§ **Work required**: Work through the listing below, copying each line that carries the word "will".

§ **Data supplied**:
>>>>
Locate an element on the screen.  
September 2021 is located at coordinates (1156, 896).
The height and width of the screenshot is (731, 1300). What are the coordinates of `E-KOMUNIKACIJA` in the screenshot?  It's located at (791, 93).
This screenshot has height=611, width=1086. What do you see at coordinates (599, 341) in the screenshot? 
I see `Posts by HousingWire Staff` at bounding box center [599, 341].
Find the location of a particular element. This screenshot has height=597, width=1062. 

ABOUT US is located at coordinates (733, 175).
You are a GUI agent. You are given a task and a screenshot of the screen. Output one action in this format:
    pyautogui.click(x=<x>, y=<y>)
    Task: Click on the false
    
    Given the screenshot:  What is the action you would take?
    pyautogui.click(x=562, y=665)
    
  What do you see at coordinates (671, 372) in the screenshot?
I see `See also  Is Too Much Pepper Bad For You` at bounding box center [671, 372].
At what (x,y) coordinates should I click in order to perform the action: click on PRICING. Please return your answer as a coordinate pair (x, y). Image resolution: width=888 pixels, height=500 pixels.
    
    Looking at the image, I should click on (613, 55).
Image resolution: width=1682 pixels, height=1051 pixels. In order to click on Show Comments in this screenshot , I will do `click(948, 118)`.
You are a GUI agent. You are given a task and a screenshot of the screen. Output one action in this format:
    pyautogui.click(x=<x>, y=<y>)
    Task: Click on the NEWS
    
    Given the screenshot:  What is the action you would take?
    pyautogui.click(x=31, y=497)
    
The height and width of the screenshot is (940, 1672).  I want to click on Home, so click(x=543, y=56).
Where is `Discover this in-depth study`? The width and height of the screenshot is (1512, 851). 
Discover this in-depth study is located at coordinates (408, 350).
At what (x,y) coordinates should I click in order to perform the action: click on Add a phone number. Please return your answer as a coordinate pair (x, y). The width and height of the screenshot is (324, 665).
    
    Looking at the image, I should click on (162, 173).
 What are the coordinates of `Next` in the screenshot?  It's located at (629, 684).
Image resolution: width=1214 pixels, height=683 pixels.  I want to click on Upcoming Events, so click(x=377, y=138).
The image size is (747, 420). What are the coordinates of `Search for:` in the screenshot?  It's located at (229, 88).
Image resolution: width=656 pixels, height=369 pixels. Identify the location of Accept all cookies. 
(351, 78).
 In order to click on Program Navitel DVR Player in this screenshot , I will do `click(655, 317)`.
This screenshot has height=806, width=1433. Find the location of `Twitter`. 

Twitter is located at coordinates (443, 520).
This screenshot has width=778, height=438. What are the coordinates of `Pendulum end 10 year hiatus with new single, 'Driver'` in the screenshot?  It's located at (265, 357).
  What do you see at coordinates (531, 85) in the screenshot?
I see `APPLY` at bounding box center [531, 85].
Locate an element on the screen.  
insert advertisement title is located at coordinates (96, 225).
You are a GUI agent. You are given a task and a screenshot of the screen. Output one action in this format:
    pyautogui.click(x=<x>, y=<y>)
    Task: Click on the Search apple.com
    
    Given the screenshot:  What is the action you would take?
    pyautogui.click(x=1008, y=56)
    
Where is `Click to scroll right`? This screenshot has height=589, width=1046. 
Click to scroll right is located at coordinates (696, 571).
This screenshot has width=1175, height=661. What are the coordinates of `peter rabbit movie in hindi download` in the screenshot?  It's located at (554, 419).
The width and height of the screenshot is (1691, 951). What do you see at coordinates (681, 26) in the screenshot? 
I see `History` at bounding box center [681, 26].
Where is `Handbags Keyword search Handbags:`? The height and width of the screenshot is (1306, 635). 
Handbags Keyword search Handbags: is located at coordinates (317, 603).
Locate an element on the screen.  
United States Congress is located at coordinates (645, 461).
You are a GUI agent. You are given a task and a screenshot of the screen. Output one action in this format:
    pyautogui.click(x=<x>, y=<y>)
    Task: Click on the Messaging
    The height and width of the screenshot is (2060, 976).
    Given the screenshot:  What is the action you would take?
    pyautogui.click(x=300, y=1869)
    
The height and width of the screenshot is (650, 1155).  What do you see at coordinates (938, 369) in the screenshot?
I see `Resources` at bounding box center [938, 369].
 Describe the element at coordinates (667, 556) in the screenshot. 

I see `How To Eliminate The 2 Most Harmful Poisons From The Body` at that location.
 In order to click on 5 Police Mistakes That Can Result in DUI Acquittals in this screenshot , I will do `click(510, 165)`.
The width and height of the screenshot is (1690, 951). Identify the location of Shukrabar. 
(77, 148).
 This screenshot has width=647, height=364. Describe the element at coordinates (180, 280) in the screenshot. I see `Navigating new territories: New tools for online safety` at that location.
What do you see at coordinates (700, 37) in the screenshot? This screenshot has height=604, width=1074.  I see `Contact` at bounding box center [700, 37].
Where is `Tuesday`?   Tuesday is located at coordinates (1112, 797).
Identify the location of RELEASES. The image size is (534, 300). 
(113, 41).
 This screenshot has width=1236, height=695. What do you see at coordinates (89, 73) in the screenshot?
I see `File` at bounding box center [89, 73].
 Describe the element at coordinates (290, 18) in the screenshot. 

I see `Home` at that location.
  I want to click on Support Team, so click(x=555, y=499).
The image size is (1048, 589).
<<<<
§ **Output below**:
Image resolution: width=1682 pixels, height=1051 pixels. In order to click on Show Comments in this screenshot , I will do `click(948, 118)`.
 In order to click on Program Navitel DVR Player in this screenshot , I will do `click(655, 317)`.
 In order to click on 5 Police Mistakes That Can Result in DUI Acquittals in this screenshot , I will do `click(510, 165)`.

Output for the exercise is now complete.